15. Interlude
Interlude
They say the forest knew his name before the first man set foot in it. Before the leash. Before the Old Ones claimed his shadow. Before rivers carved the valleys.
He was not born of a goddess’s womb. He was the breath in the leaves, the sigh in the boughs, the weightless step on moss untouched by man. His blood was rain, his bones the roots. To see him was to see the forest’s will made flesh.
The deer bent their heads when he passed. Wolves stilled. Even the crows, sworn to the Morrígan—watched from black-eyed silence. He spoke to rivers in low murmurs, and they rose to meet him. The wind bent to carry his scent where he willed. No arrow flew in his domain unless he allowed it.
There were no boundaries then, no maps, no temples pressing the tree line. All who wandered too deep either left offerings at the stones or never left at all. For the forest was not a place. It was him.

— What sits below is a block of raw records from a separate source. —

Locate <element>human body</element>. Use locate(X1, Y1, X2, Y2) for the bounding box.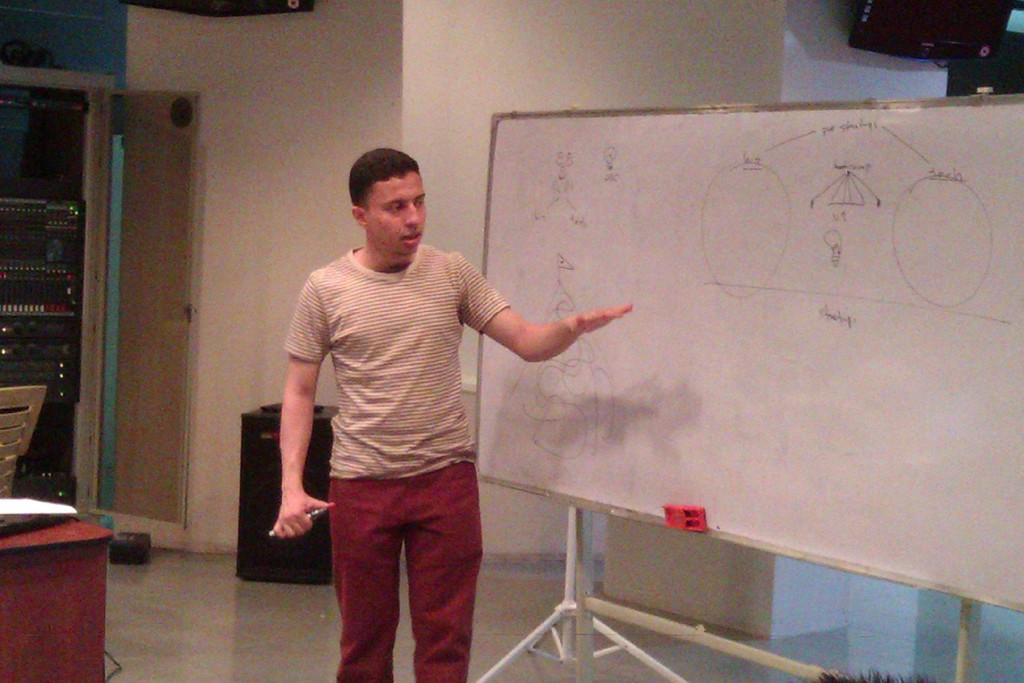
locate(269, 105, 564, 682).
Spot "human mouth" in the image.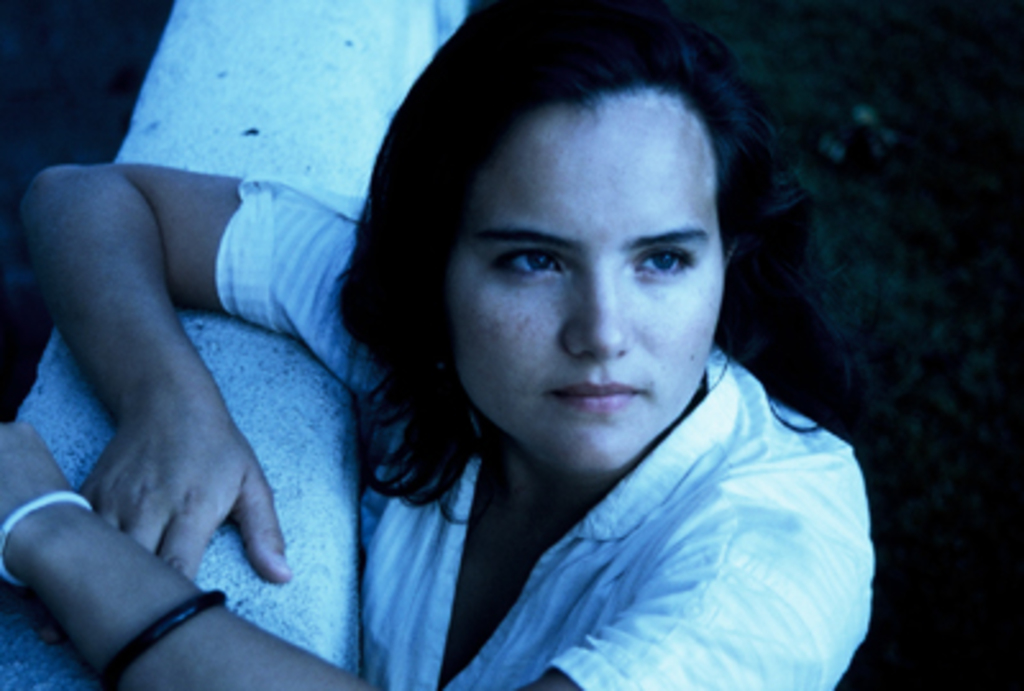
"human mouth" found at region(532, 376, 668, 430).
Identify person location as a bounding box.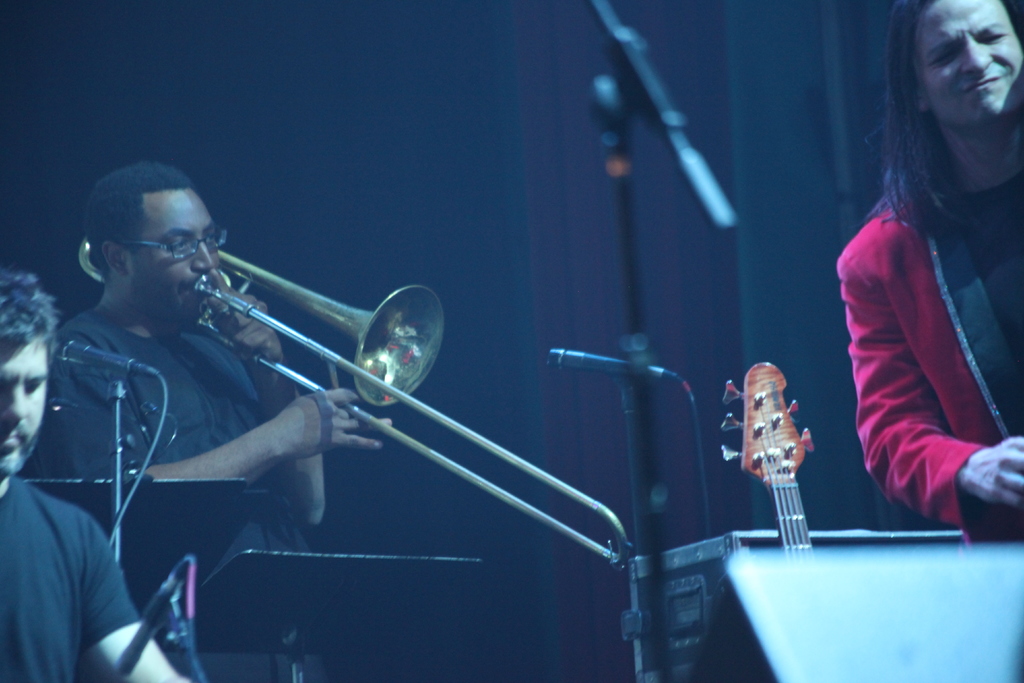
[0,269,188,682].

And in those days, he bowed to no one.
It was in the deep frost of an early winter when the intrusion came.
Columns of soldiers marched. Polished spears glinted in the weak sun against white snow. The goddess’s sigil burned on their breastplates. Not hunters, but takers. They carried the air of those who believed no realm could deny them.
When they reached the heart of his woods, he was waiting, his presence the stillness before a strike. They called him by a name no god, mortal, or Fae had ever heard. A name older than the Seven Realms memory. Their threats carried the same refrain: yield, or burn.
He did not yield.
Roots split the soil, snapping ankles, dragging men down. The canopy sealed the sun. Arrows were lost in shadow. The forest fought as one body with him at its heart. Every tree, every stone, every breath turned against the intruders.
And then, the shift came.
Not the clash of steel, but something out of place. A lighter step, a ragged breath. She stepped into the clearing.
A woman, hair tangled from running, eyes wide with a fear that was not meant for him.
For one breath, he faltered.
And the Old Ones had always known how to mark a weakness, and the goddess knew how to manipulate it.
The light came without warning. A spear of brilliance split the roots beneath his feet, scattering the mist like startled birds. The forest’s voice—leaves, wind, hidden life—was silenced in an instant. Ash burned the air where moments before there had been frost. When the glare faded, she was gone.
The soldiers still stood. The goddess’s power rippled across their armor. Her general stepped forward, his words heavy in the Old Tongue with a bargain already struck.
He could have torn them apart, left their bones for the moss. But their words rooted deep: she might be spared, if he would only kneel. If he would bend the forest’s will to theirs.
He did not kneel in loyalty. He knelt in grief too heavy to stand. They had taken the only thing that meant something to him—the only thing that could make the forest weep in its absence.
The leash was slipped about his throat; vows were spoken in the tongue of the Old Ones. They bound not just his body, but the ground beneath it. From that day, the forest no longer answered to him alone. It answered to them.
But even bound, not all chains hold. Whispers say the Godhead miscalculated. For though the vow bent his knees, the forest never forgot its first master. Roots still stirred at his call. Shadows still gathered when he walked.
And the Old Ones—ruthless in their bargains—feared one thing only: that the grief which broke him would sharpen, rise, and become something far more dangerous than love lost.
For every leash has a point of strain, and the trees whispered that he had found the rot. That he was bidding his time.
And nothing is more dangerous than a vengeful god.